Family Day Care* was my career choice for many reasons, not least of which, was the revealing nature of small children in group settings. Call me crazy but what many seem to define as a mundane, labor intensive, messy, job, was a fascinating and exhilarating adventure to me. I don’t ever remember not being curious about what makes people ‘tick’. Firsthand observation of ‘raw’ human beings was a golden opportunity and lots of fun.
Babies to Big Kids and girls and boys, all from endlessly variable homelives, made for a study of innocent, intrinsic human nature like no other.
Let me assure you, I have no doubt that boys and girls are different. Their concerns, socializing preferences, and strengths, are not absolutely or universally at odds but, after 46 years of observation, I’m convinced they’re not the same ‘animal’.
May I say, finding this out made me extremely happy because the two genders were obviously created to complement each other… and sometimes to keep each other in ‘check’. I can’t say I haven’t noticed exceptions to the gender tendencies, but those were not game changers, in my opinion.
There’s a thing known as “parallel play”. You can observe this most often in boys. Two boys can build towers of blocks or draw pictures while sitting beside each other never exchanging a word or glance. Men do this too. A father and son could replace a roof working side by side in almost total silence yet, if you asked them about the day, they’d probably tell you they had a great bonding experience.
Girls want feedback. They use language and eye contact far more than boys and feel shunned if they don’t get enough of it.
Girls are far better at manipulation and what I fondly call ’emotional torture’. My four-year-old daughter used to keep a group of larger boys terrorized by telling them mostly untrue things. A number of tearful complaints were about my daughter claiming she’d keep their jacket for herself or wouldn’t come to their birthday party. Those idle yet effective threats would not have as much power if used on other girls.
There are many more differences but those were the first two I thought of that seemed to be constant throughout the years. Keep in mind that these are little kids and as people grow, they become more complex and varied in their responses. I’m reporting my observations of kids at an elementary level because those differences seem instinctive when they represent a 46-year pattern.
So, my life was never dull and endlessly interesting during those day care years and my heart was always full. I would do it all again!
*Family Day Care is the caring for children in your own home. It differs from “baby sitting” by usually being licensed by the state and having a nursery school curriculum, safety trainings, and care with a professional attitude.
https://reinventionsreena.wordpress.com/2022/10/13/reenas-xploration-challenge-252/
I definitely would not have the patience for that! I volunteered one day per week in my daughter’s third grade class and that was just the right amount of kid chaos foe me 😀
😊 I loved the chaos and the mess didn’t even bother me. We were playing! Thanks.
Great observations and insight, Susan. It reads straight from your heart. I can relate because my wife and I looked after our grandchildren, twelve hour days, for twelve years. My daughter had a fourteen month old, than triplets. She went back to work as a school teacher after ten months of maternity leave and then we took over.
You were as fortunate as your grandkids! I care for my granddaughters still. So much learning and love all around. 🥰
Amen to that. Wouldn’t have missed it for the world.
Those children will probably never know, Susan, how fortunate the were to be cared by a person who loved what she was doing and not with a cookie cutter approach.
❤ Thank-you, Nick. I found my niche for sure and have carried on relationships with many of them into adulthood.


Look through the records below and collect all lines that hold the string "swatch".

** Opening Extracted material block **

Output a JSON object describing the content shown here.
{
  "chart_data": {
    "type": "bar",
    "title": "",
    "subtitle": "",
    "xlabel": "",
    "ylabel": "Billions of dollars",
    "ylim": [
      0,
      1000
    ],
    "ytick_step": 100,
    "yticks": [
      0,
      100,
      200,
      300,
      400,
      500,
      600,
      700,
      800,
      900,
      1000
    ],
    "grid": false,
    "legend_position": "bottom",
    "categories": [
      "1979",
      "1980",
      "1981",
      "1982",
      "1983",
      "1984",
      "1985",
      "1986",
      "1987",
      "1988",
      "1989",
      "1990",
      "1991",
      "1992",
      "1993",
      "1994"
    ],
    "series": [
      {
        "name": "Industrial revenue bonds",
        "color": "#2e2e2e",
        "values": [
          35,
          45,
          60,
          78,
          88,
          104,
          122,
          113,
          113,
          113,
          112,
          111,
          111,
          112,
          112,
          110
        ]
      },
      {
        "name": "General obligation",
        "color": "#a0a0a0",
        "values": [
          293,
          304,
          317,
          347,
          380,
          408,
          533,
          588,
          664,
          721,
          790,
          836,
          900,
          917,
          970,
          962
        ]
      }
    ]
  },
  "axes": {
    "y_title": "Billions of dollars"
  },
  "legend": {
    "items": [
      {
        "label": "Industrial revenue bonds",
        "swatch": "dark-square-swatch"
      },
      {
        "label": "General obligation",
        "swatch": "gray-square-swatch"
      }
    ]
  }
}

** Closing Extracted material block **

■ Response ■
        "swatch": "dark-square-swatch"
        "swatch": "gray-square-swatch"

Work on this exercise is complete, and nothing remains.